A GARDEN is a lovesome thing, God wot!
Rose plot,
Fringed pool,
Ferned grot—
The veriest school
Of peace; and yet the fool
Contends that God is not—
Not God ! in gardens ! when the eve is cool?
Nay, but I have a sign;
‘Tis very sure God walks in mine.
Reading that first line is like fighting George Foreman. There's the little jab of lovesome and just as you're disorientated, wondering why it wasn't lovely or pleasant - BAM! - you're hit full in the face by God wot!
God wot meant God knows and was used for emphasis in the seventeenth century, but what's it doing here? It reads like the stained glass in a Victorian porch and then you realise it's only there to rhyme with the affected grot, and then with the clumsy construction God is not.

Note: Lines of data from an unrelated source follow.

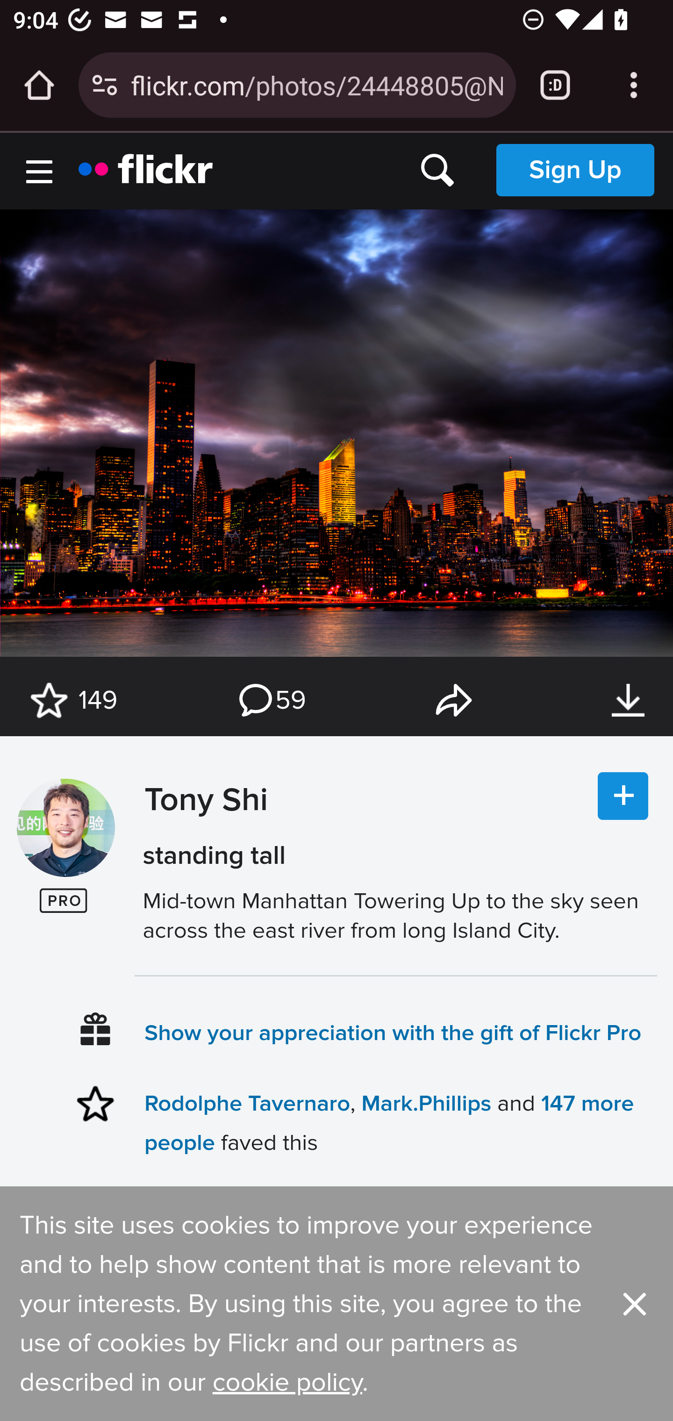 The image size is (673, 1421). I want to click on Open the home page, so click(39, 85).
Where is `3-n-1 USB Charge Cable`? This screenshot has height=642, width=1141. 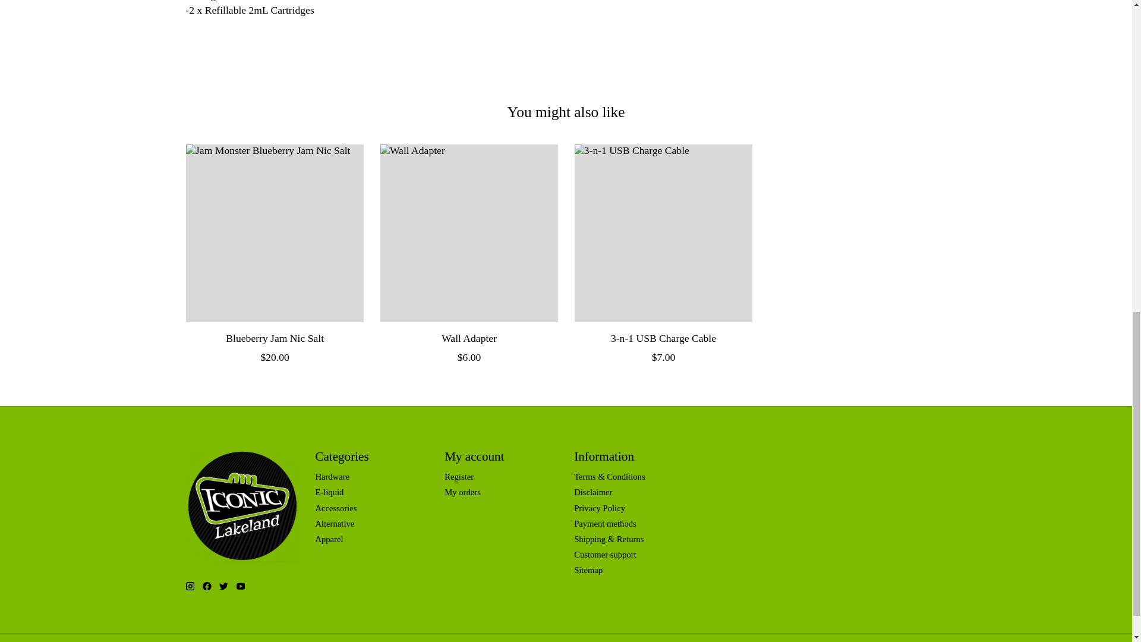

Dear me, and pass the laudanum.
But this terrible poem became terribly popular. It was anthologised in such works as Ye gardeyne boke: a collection of quotations instructive and sentimental, gathered and arranged and Scouting for Girls: The Official Handbook of the Girl Scouts. It's the sort of thing Mr Pooter probably wrote above his garden door.
So famous did the line become that, in the 1930s, it gave a new and wonderful word to the English language: godwottery.
Godwottery can mean two things. First, it can mean the use of affected archaisms, and verily, the poet that useth godwottery is a tosser, iwis.
Godwottery can also mean tacky gardening. The collective noun for a horde of gnomes and charming water-features is godwottery. Here, for example, is Anthony Burgess writing in 1960:
...little girls in pinafores of an earlier age shnockled over stained half-eaten apples; all the boys seemed to have cleft palates. Still, it seemed to me far healthier than the surrounding suburb. Who shall describe their glory, those semi-detacheds with the pebble-dash all over the blind-end walls, the tiny gates which you could step over, the god-wottery in the toy gardens?
And, before you ask: No. I have no idea what shnockled means. Any guesses?
The Inky Fool's garden needed a little work
Shnockled? Burgess seems to be the only person to have spelled it like this; the most common spelling appears to be 'Schnockled'.
ReplyDeleteIn general, schnockled means 'inebriated', 'wasted', 'plastered', 'three sheets to the wind'; though where the pinafored girls obtained their spiked apples is a mystery.
It can also mean 'destroyed' in a more basic sense, such as being monumentally drubbed in a sporting event...
Guess-wise, I had a mental picture of grubby nine year olds snuffling and snickering and crunching nasally. Although it could also mean bargaining or arguing in that context, couldn't it?
ReplyDeleteGoogle-wise, apart from the assorted vinomadefied themes, I did find this, which if Google and I are translating properly, seems to have evolved to do with mosquitoes? It does involve that Germanic c, but means something like old geezer, so an alternative option is that they're being somehow geezerish about their half-eaten apples.
All of which reminded me of the sn- words: the schn- group have a character all their own, possibly due to the Germanic influence.
Hmm. Makes me think of Snorkels...
ReplyDeletePerhaps it is just as you say:
'Snuffling'.
I think it was one of the Mitford sisters who got into trouble as a child by altering the first line to "A garden is a lovesome thing - God, what rot".
ReplyDeleteI always liked it, but becaue of the last 2 lines. I am very sure God walks in my garden. But I had forgotten he (Brown) borrowed that "Cool of the eve" line from Genesis. And the first part of the poem really is an affected Victorian horror.
ReplyDeleteI first encountered the poem on a greeting card when I was about 8 years old, so perhaps I can excuse the mental lapse.
I first encountered this lovely poem on a plaque in the gardens of Stan Hywet (Akron, Ohio) when I visited as a teen in 1971, and I never forgot it. I am presently lettering it for my own garden.